What It’s Like Living in the Gap

“Honor the space between no longer and not yet.”

Nancy Levin, Life Coach & Best Selling Author

Do you ever feel like you are just living from one transition to the next?

One thing gets resolved and a new thing pops up.

Maybe it’s starting a new job, moving, graduation, retirement, having a baby, starting a new training program… the list can go on and on. Particularly during these COVID times, it seems like we transition only to transition again…

“Honor the space between no longer and not yet.”

Nancy’s words help me find perspective in the midst of transition and remind me to let go instead of push. I’m a bit of a perfectionistic pusher by nature. I like to power through and get shit done. I prefer certainty and stability to almost anything unknown. After even a little bit of time in “the gap,” I am ready to get out and take action – something to distract me from discomfort.

What I have found after ten months of living in “the gap” is that transitions don’t lend themselves particularly well to pushing. And this might be by design… so that we LEARN the lessons we are here to learn. Living in the tension (“the gap”), suspended between two seemingly opposing forces or choices is really uncomfortable. I prefer to move away from uncomfortable situations even if what I am moving towards isn’t all that great… at least I am doing something!

My morning yoga practice constantly reminds me of living in the gap and breathing through discomfort. Sometimes, the class will be guided into the weirdest poses. In my head, I’m thinking, “Am I doing this right…? There’s no way this is right…” or the poses are just downright uncomfortable  “Omg, we’ve been working on our quads for 50 minutes – they are screaming!”.

Even in those moments of discomfort, I can often find stillness or balance as I breathe through the tension and accept the pose for what it is. The poses are still uncomfortable and at times, seemingly filled with contradiction. “You want me to bring my wrists over my shoulders AND flex my feet down toward the earth at the same time?” And yet, when I surrender to the pose and focus on my breath, I can find some peace and stillness.

Living in the gap is like that too.

We are constantly moving from one change to another, but the more we can breathe through the discomfort, let go, and trust that this too shall pass, the more we can find joy in the midst of our circumstances.

I find myself in the “I’ll be happy when…” trap more frequently than I care to admit. But the “when” never comes. There is always something else…

Living with 30 years of chronic pain and illness was really eye opening because there wasn’t a quick fix. The only way to release the pain was to live through it. Through the pain and emotions of the past.
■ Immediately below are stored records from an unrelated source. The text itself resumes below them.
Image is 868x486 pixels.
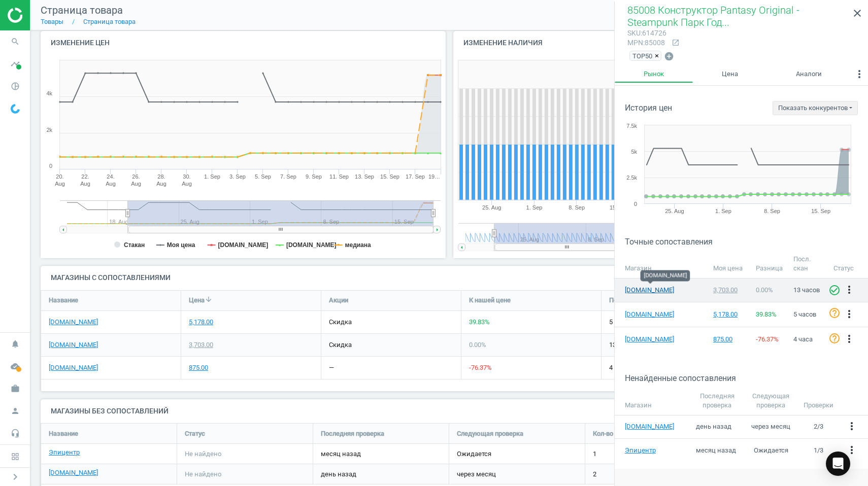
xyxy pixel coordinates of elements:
tspan: 25. Aug [482,204,501,210]
i: more_vert [843,283,855,295]
i: close [851,7,864,19]
a: [DOMAIN_NAME] [49,363,98,372]
tspan: 15. Sep [609,204,629,210]
tspan: 25. Aug [665,208,683,214]
th: Статус [828,250,868,278]
tspan: 8. Sep [568,204,584,210]
i: search [5,32,25,52]
tspan: 22. [81,173,89,179]
h3: История цен [625,103,672,112]
div: : 614726 [627,28,666,38]
text: 7.5k [627,123,637,129]
h3: Точные сопоставления [625,237,868,246]
tspan: 15. Sep [380,173,400,179]
h4: Изменение цен [40,31,446,55]
tspan: [DOMAIN_NAME] [286,241,337,248]
text: 2k [46,127,52,133]
th: Магазин [614,250,708,278]
tspan: Стакан [124,241,144,248]
a: [DOMAIN_NAME] [49,468,98,477]
i: more_vert [846,420,858,432]
th: Магазин [614,386,691,415]
tspan: Aug [156,180,167,186]
text: 2.5k [627,174,637,180]
a: [DOMAIN_NAME] [625,285,675,295]
tspan: Aug [181,180,192,186]
span: 5 часов назад [609,318,733,326]
th: Моя цена [708,250,750,278]
span: 39.83 % [755,310,777,318]
div: 875.00 [713,335,746,343]
span: -76.37 % [755,335,779,343]
span: Название [49,295,78,305]
div: 3,703.00 [189,340,213,349]
span: скидка [329,341,351,349]
span: Не найдено [185,449,221,459]
span: 13 часов назад [609,340,733,349]
a: [DOMAIN_NAME] [625,335,675,343]
tspan: 13. Sep [355,173,374,179]
button: more_vert [843,307,855,321]
span: 0.00 % [755,286,773,294]
tspan: 30. [183,173,190,179]
i: person [5,401,25,421]
img: wGWNvw8QSZomAAAAABJRU5ErkJggg== [10,104,20,113]
tspan: [DOMAIN_NAME] [218,241,268,248]
div: 3,703.00 [713,285,746,295]
td: 2 / 3 [798,415,839,439]
span: месяц назад [321,449,441,459]
i: more_vert [846,444,858,456]
button: chevron_right [3,470,28,483]
a: Цена [693,65,767,82]
span: 1 [593,449,596,459]
td: 1 / 3 [798,439,839,462]
tspan: медиана [345,241,371,248]
a: Товары [40,18,64,26]
a: [DOMAIN_NAME] [625,310,675,319]
i: cloud_done [5,356,25,376]
th: Разница [750,250,788,278]
tspan: 26. [132,173,139,179]
a: [DOMAIN_NAME] [49,318,98,326]
span: Следующая проверка [456,429,523,438]
i: work [5,379,25,398]
a: Аналоги [767,65,851,82]
span: 4 часа [793,335,812,343]
span: Название [49,429,78,438]
span: Кол-во проверок [593,429,643,438]
i: timeline [5,54,25,74]
i: chevron_right [9,471,21,483]
th: Следующая проверка [743,386,798,415]
tspan: Aug [80,180,90,186]
span: 0.00 % [469,341,486,349]
span: 85008 Конструктор Pantasy Original - Steampunk Парк Год... [627,4,799,28]
span: 4 часа назад [609,363,733,372]
div: 5,178.00 [189,318,213,326]
tspan: 3. Sep [229,173,246,179]
span: Не найдено [185,470,221,478]
span: день назад [696,422,731,430]
span: 13 часов [793,286,820,294]
span: Ожидается [456,449,492,459]
i: arrow_downward [205,295,212,303]
span: Посл. скан [609,295,642,305]
tspan: 28. [157,173,165,179]
tspan: Моя цена [167,241,195,248]
i: more_vert [843,307,855,320]
tspan: 1. Sep [204,173,220,179]
tspan: 19… [428,173,440,179]
span: -76.37 % [469,363,492,371]
h4: Магазины с сопоставлениями [40,265,858,289]
span: Акции [329,295,348,305]
h4: Изменение наличия [453,31,651,55]
tspan: 7. Sep [280,173,296,179]
span: 39.83 % [469,318,490,325]
button: more_vert [843,332,855,346]
text: 5k [631,149,637,155]
span: через месяц [751,422,790,430]
text: 4k [46,90,52,96]
th: Последняя проверка [691,386,743,415]
tspan: 9. Sep [306,173,321,179]
i: more_vert [843,332,855,345]
th: Посл. скан [788,250,828,278]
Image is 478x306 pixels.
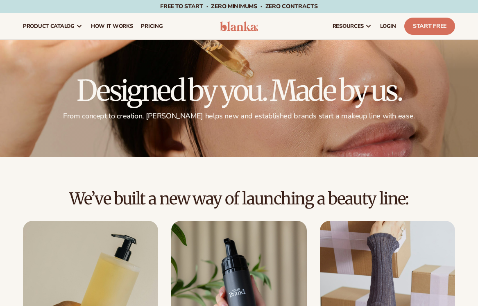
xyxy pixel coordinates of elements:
[404,18,455,35] a: Start Free
[87,13,137,39] a: How It Works
[376,13,400,39] a: LOGIN
[23,190,455,208] h2: We’ve built a new way of launching a beauty line:
[160,2,318,10] span: Free to start · ZERO minimums · ZERO contracts
[23,111,455,121] p: From concept to creation, [PERSON_NAME] helps new and established brands start a makeup line with...
[137,13,167,39] a: pricing
[91,23,133,29] span: How It Works
[380,23,396,29] span: LOGIN
[19,13,87,39] a: product catalog
[333,23,364,29] span: resources
[141,23,163,29] span: pricing
[23,23,75,29] span: product catalog
[220,21,259,31] img: logo
[23,76,455,105] h1: Designed by you. Made by us.
[329,13,376,39] a: resources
Through the uncomfortable situations. Through limiting fears and doctor’s visits.

When we are willing to sit in the midst of the tension and uncertainty long enough, we can transform two seemingly disparate choices into a third option that we didn’t previously see. In this place, we can transform our fear and pain into our power. Instead of running away from discomfort, we can run toward it and embrace it. Get to know it and then transform it.

In this tension or active surrender, you will find possibilities that you didn’t know existed. Possibilities that you will never discover if you are too busy running towards what’s easy.

Surrender takes as long as it takes.

It’s our choice on how long that is. When we surrender, we get to move on to the next lesson and see things in a new way. Perspective becomes dynamic and ever changing – filled with subtleties we would not naturally see. This doesn’t mean that our circumstances change – just that our lives become richer in the midst of challenges.

We are born in surrender and we will die in surrender. It seems poetic, really.

In both cases, we have no say or control of how we come or how we go. God gives us breath and God takes it away. But for some reason, we seem to spend a lot of energy in the middle denying this quiet truth.

What’s the take away?

The next time you get stuck in a situation and you don’t know what to do, hang out with it. And when you get frustrated because it hasn’t been resolved yet (which you will), get to know it some more. See what it has to say. And trust that when the time is really right, you’ll find the third option – the way through the gap.